The Altair Community is migrating to a new platform to provide a better experience for you. In preparation for the migration, the Altair Community is on read-only mode from October 28 - November 6, 2024. Technical support via cases will continue to work as is. For any urgent requests from Students/Faculty members, please submit the form linked here
"Help - Clustering?"
JEdward
RapidMiner Certified Analyst, RapidMiner Certified Expert, Member Posts: 578 Unicorn
I'm very new to this datamining lark so apologies in advance.
I have a example set containing only "yes" data & I have been asked to score records in a new example set based on their similarity to records in the "yes" set. ??? - I don't really know what I'm doing, but I have a feeling clustering might be involved somehow. So far though all I have done is create clusters using the "yes" set and then labelled the new records with a prediction on which cluster they would fall into.
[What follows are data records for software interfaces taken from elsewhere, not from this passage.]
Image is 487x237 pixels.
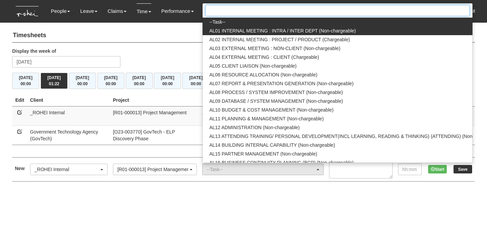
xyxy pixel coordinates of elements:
[80,3,97,19] a: Leave
[27,125,110,145] td: Government Technology Agency (GovTech)
[12,73,475,89] div: Timesheet Week Summary
[209,151,317,157] span: AL15 PARTNER MANAGEMENT (Non-chargeable)
[209,80,354,87] span: AL07 REPORT & PRESENTATION GENERATION (Non-chargeable)
[209,71,318,78] span: AL06 RESOURCE ALLOCATION (Non-chargeable)
[113,164,197,175] button: [R01-000013] Project Management
[205,5,470,16] input: Search
[69,73,96,89] button: [DATE]00:00
[209,27,356,34] span: AL01 INTERNAL MEETING : INTRA / INTER DEPT (Non-chargeable)
[110,125,200,145] td: [O23-003770] GovTech - ELP Discovery Phase
[209,107,334,113] span: AL10 BUDGET & COST MANAGEMENT (Non-chargeable)
[110,94,200,107] th: Project
[191,82,201,86] span: 00:00
[27,94,110,107] th: Client
[110,106,200,125] td: [R01-000013] Project Management
[209,98,343,105] span: AL09 DATABASE / SYSTEM MANAGEMENT (Non-chargeable)
[126,73,153,89] button: [DATE]00:00
[202,164,324,175] button: --Task--
[451,3,480,19] button: Logout
[209,124,300,131] span: AL12 ADMINISTRATION (Non-chargeable)
[49,82,60,86] span: 01:22
[12,94,27,107] th: Edit
[209,142,335,148] span: AL14 BUILDING INTERNAL CAPABILITY (Non-chargeable)
[41,73,68,89] button: [DATE]01:22
[117,166,188,173] div: [R01-000013] Project Management
[182,73,209,89] button: [DATE]00:00
[12,48,56,54] label: Display the week of
[30,164,108,175] button: _ROHEI Internal
[209,159,354,166] span: AL16 BUSINESS CONTINUITY PLANNING (BCP) (Non-chargeable)
[35,166,99,173] div: _ROHEI Internal
[207,166,315,173] div: --Task--
[209,63,297,69] span: AL05 CLIENT LIAISON (Non-chargeable)
[106,82,116,86] span: 00:00
[137,3,151,19] a: Time
[12,73,39,89] button: [DATE]00:00
[15,165,25,172] label: New
[162,82,173,86] span: 00:00
[12,29,475,43] h4: Timesheets
[209,115,324,122] span: AL11 PLANNING & MANAGEMENT (Non-chargeable)
[209,45,340,52] span: AL03 EXTERNAL MEETING : NON-CLIENT (Non-chargeable)
[154,73,181,89] button: [DATE]00:00
[454,165,472,174] input: Save
[200,94,326,107] th: Project Task
[134,82,144,86] span: 00:00
[200,125,326,145] td: PM01 PRE-PROGRAM (Chargeable)
[209,89,343,96] span: AL08 PROCESS / SYSTEM IMPROVEMENT (Non-chargeable)
[108,3,127,19] a: Claims
[77,82,88,86] span: 00:00
[200,106,326,125] td: AL01 INTERNAL MEETING : INTRA / INTER DEPT (Non-chargeable)
[161,3,194,19] a: Performance
[209,19,225,25] span: --Task--
[209,36,350,43] span: AL02 INTERNAL MEETING : PROJECT / PRODUCT (Chargeable)
[21,82,31,86] span: 00:00
[398,164,422,175] input: hh:mm
[428,165,447,174] button: Start
[209,54,319,61] span: AL04 EXTERNAL MEETING : CLIENT (Chargeable)
[51,3,70,19] a: People
[97,73,124,89] button: [DATE]00:00
[27,106,110,125] td: _ROHEI Internal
Not quite what I'm after; the desired result is to give each record a label from 1 to 10 indicating how close that record is a match it is to the "yes" set.
Any pointers would be appreciated.
Thanks,
JEdward
I have a example set containing only "yes" data & I have been asked to score records in a new example set based on their similarity to records in the "yes" set. ??? - I don't really know what I'm doing, but I have a feeling clustering might be involved somehow. So far though all I have done is create clusters using the "yes" set and then labelled the new records with a prediction on which cluster they would fall into.
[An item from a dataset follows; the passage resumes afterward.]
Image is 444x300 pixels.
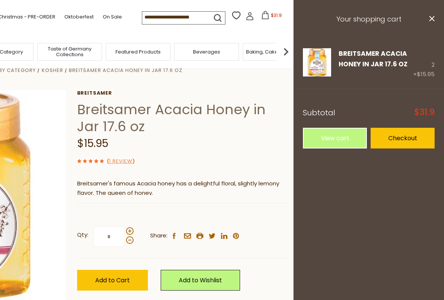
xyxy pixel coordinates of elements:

Not quite what I'm after; the desired result is to give each record a label from 1 to 10 indicating how close that record is a match it is to the "yes" set.
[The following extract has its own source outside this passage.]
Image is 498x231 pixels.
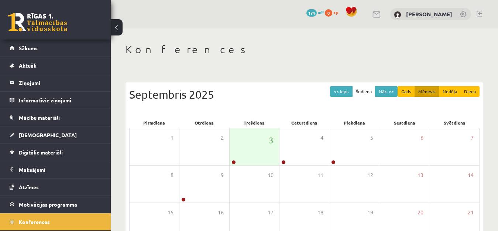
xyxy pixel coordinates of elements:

Any pointers would be appreciated.
Thanks,
JEdward
Tagged:
0
Answers
well, this sounds (if I got it right) like a scenario where a 1-class modeling might be most appropriate. You could try the 1-class SVM offered by RapidMiner. First you model the "yes"-data set and afterwards you just apply the trained model on your prediction data set. Afterwards you can rescale the predictions from [0-1] to [1-10] and round it to integers. That's it.
Cheers,
Ingo
That sounds exactly what I'm looking for, I'll give it a try.
JEdward.
On trying to store the labelled data to the repository I receive a 'ConcurrentModificationException' error.
I think this is caused by the ApplyModel process creating two special attributes 'confidence(inside)' and 'prediction(LabelT)' as this is the only thing that changes between the original dataset.
Can anyone point me in the right direction to resolve this?
Thanks,
JEdward.
please post the process as well as the stack trace for this exception. We will see if we can help you.
Greetings,
Sebastian
Here's the process attached. Not sure what you mean by stack trace. Is this it? (copied from the log window). Thanks,
JEdward
I have solved the problem by changing the process to rename the attribute confidence(inside). Could it be that the brackets in the name that caused the store operator problems? I had to write the field names into the Rename & SelectAttributes operators because they are not available from the menus & drop down lists after being created by Apply Model.